"Isle of the Cross" (c. 1853) is a possible unpublished and lost work by Herman Melville, which would have been his eighth book, coming after the commercial and critical failures of Moby-Dick (1851) and Pierre: or, The Ambiguities (1852).
The publisher was possibly concerned about poor reviews of Pierre, or feared legal action from Agatha Hatch's family.
[5] Harrison Hayford in 1946 suggested that the confirmation in a newly found letter that Melville had completed a major project after the failure of Moby-Dick exposed "serious errors in the theory now generally held", that Melville "in despair and defiance at the reception of Moby-Dick had written Pierre with "no expectation that it would succeed with the public", and expected that it would be his last book.
Richard H. Brodhead, then of Yale University, writing in the New York Times of June 23, 2002, labelled Parker's "surmise" as "dubious," and Andrew Delbanco of Columbia University, wrote in The New Republic, that Parker "trusts his own intuition" and presents "inferences as facts," for "such a book was never published – and it is a surmise that Melville ever wrote it."
In 2012 Parker noted that in Delbanco's own 2006 biography of Melville, he "had somehow learned about the existence" of "The Isle of the Cross," which he had "assured the readers of The New Republic I had merely 'surmised.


Required work — Images do not belong in the copy. Set down all the entries exactly.

[Dataset items]

━━━━━━━━

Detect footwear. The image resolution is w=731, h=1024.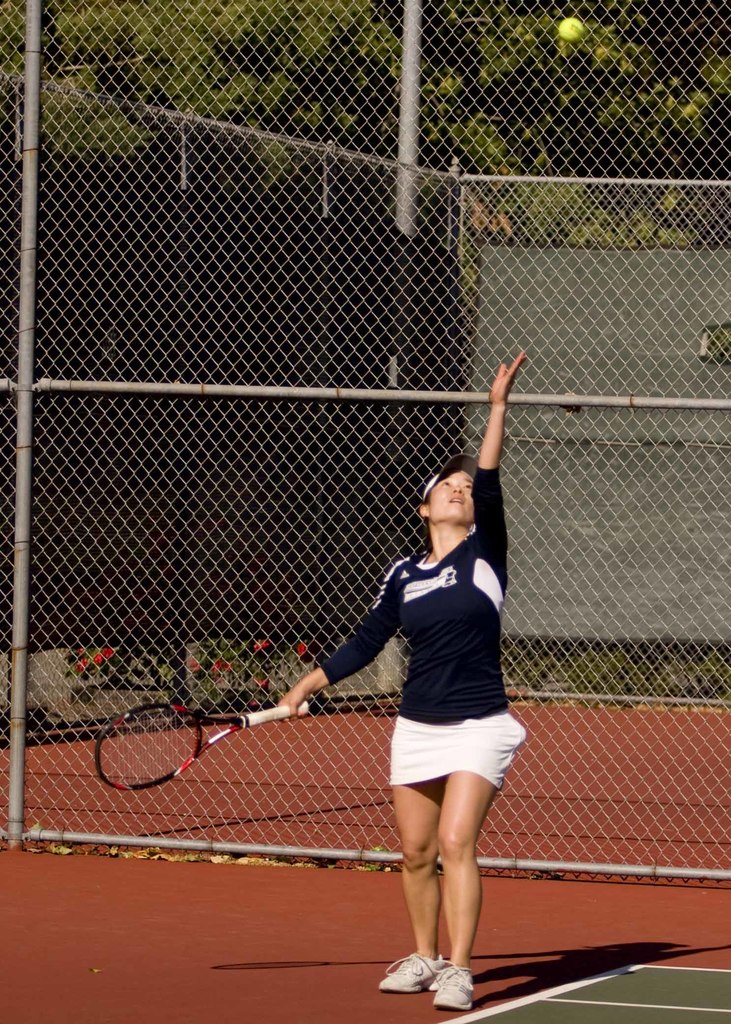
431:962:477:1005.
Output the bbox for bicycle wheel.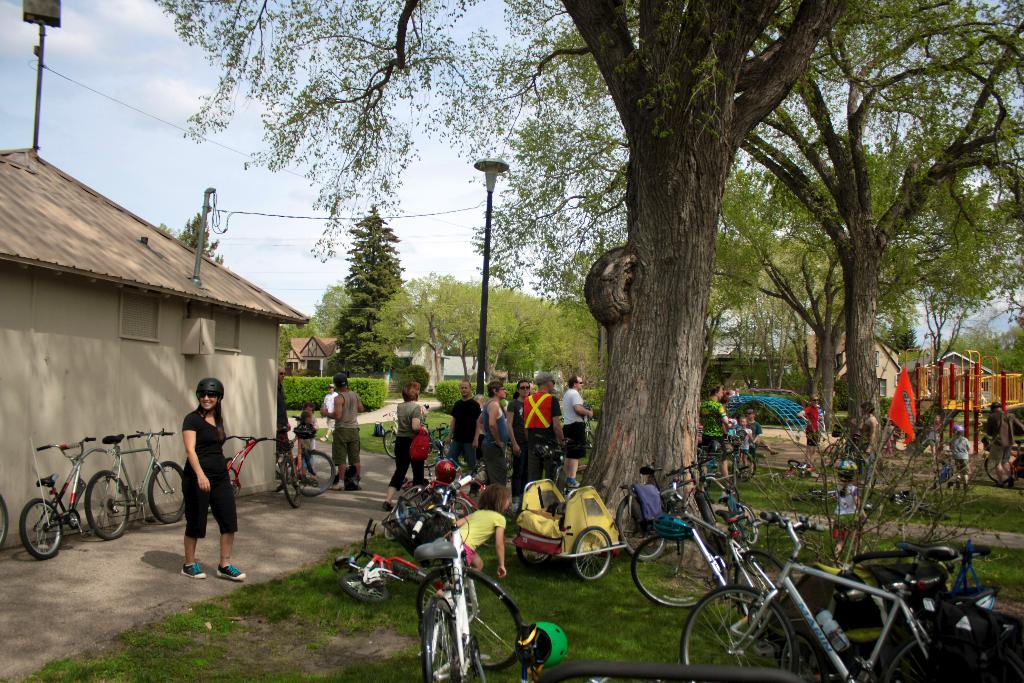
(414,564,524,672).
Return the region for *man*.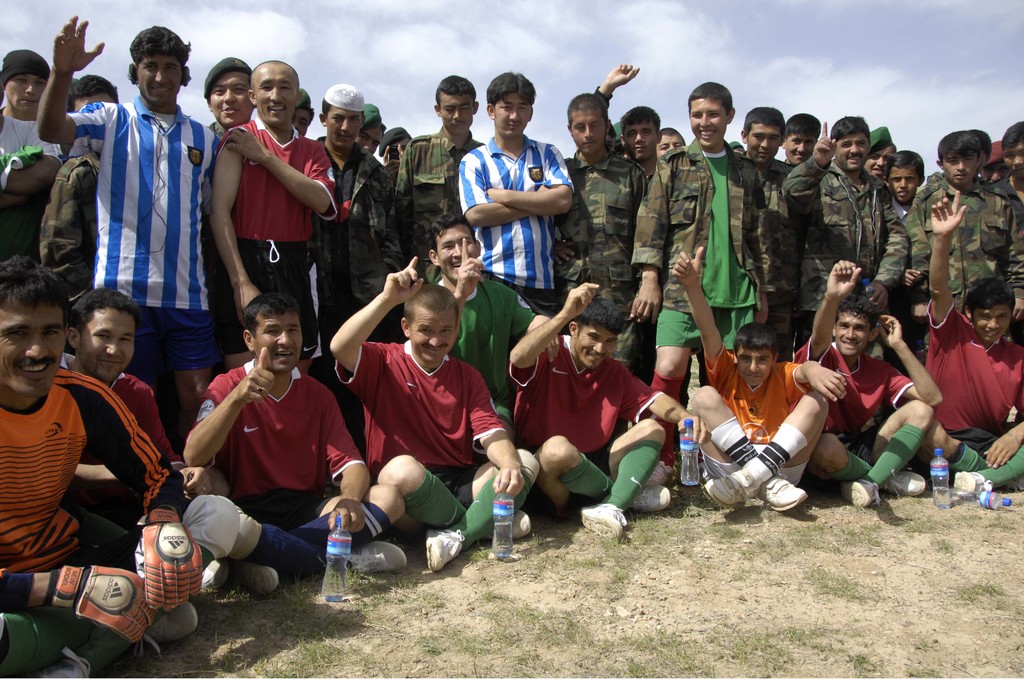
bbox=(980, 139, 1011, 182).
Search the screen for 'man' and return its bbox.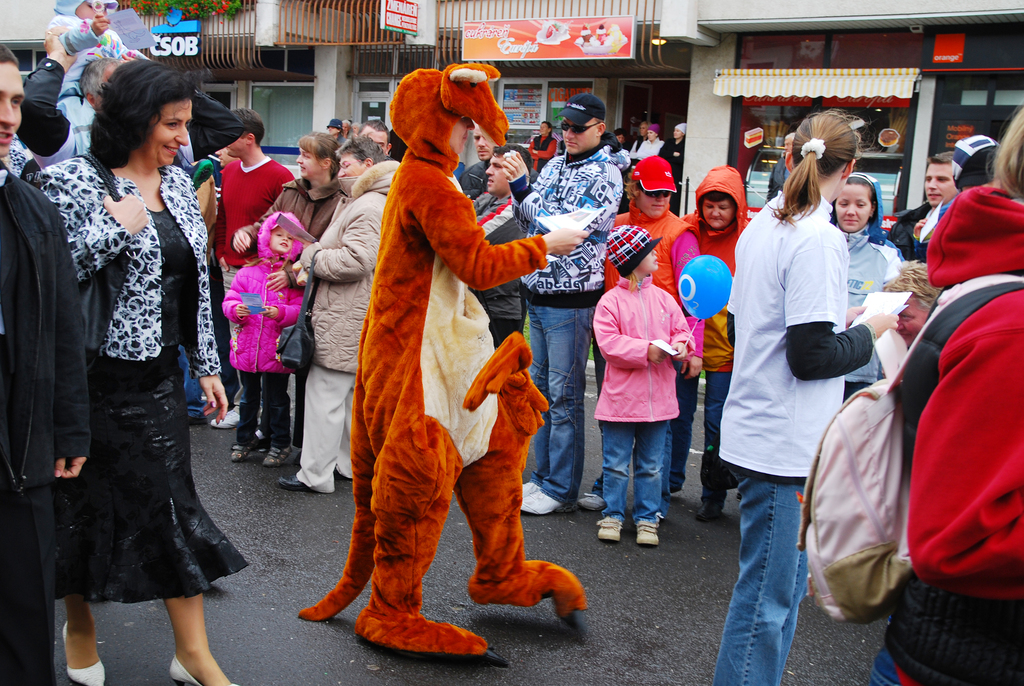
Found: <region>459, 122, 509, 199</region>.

━━━━━━━━

Written answer —
Detect footwear. The image resolution is w=731, h=1024.
431:962:477:1005.
Output the bbox for bicycle wheel.
(414,564,524,672).
Return the region for *man*.
bbox=(980, 139, 1011, 182).
Search the screen for 'man' and return its bbox.
Found: <region>459, 122, 509, 199</region>.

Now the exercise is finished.